[Opening Records for the exercise section]

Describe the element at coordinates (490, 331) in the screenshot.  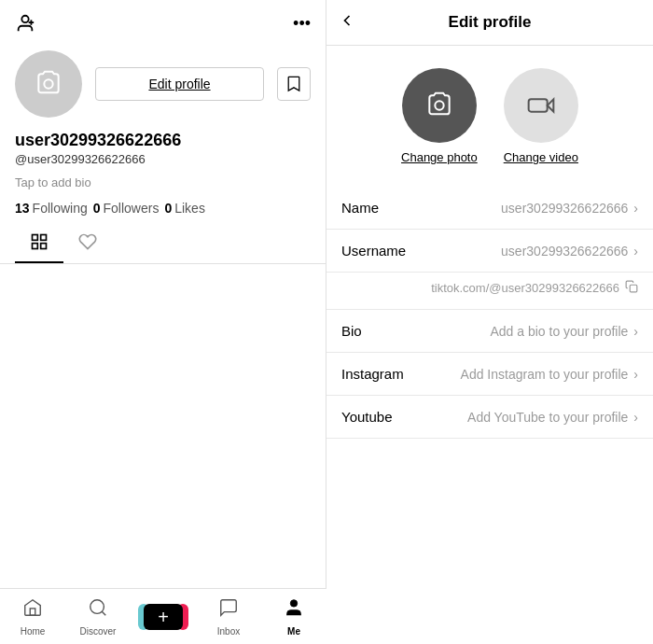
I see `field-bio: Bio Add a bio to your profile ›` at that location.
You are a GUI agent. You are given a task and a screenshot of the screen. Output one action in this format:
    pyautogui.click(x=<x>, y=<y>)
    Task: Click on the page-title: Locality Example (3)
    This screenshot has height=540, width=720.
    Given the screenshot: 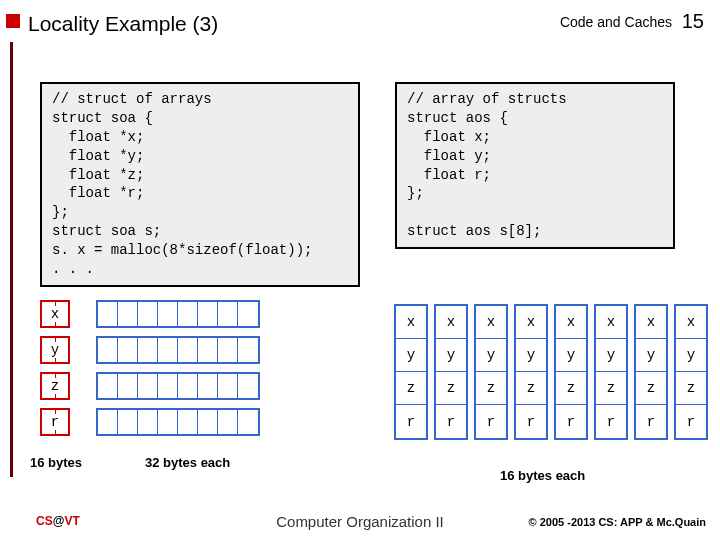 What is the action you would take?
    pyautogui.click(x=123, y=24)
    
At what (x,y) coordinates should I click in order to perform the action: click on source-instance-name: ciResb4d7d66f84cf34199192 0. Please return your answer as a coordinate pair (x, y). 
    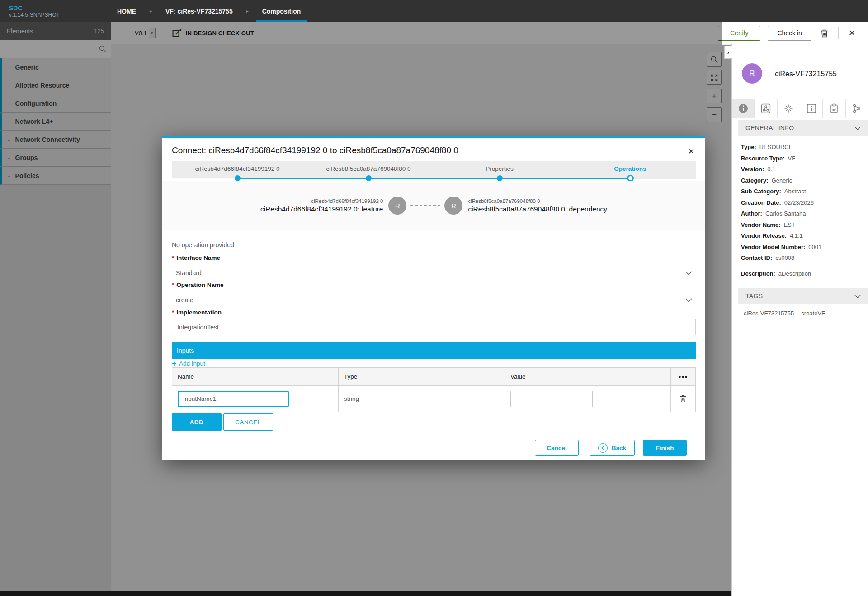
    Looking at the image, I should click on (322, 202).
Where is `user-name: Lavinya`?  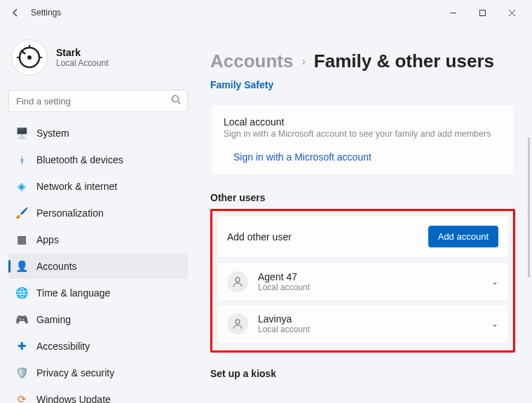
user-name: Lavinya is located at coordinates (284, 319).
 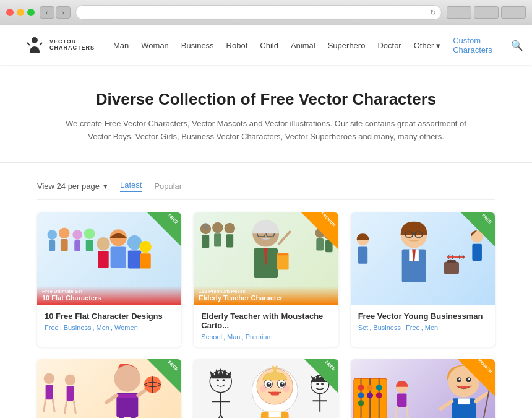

[Closing Records for the exercise section]

• What needs to be done: Begin with the line holding "At what (x,y)" and end with the last line of the listing. Reproduce each of those lines exactly, and leave every picture out.

• Exercise result:
At what (x,y) coordinates should I click in order to perform the action: click on source-instance-name: ciResb4d7d66f84cf34199192 0. Please return your answer as a coordinate pair (x, y). 
    Looking at the image, I should click on (322, 202).
Where is `user-name: Lavinya`?  
user-name: Lavinya is located at coordinates (284, 319).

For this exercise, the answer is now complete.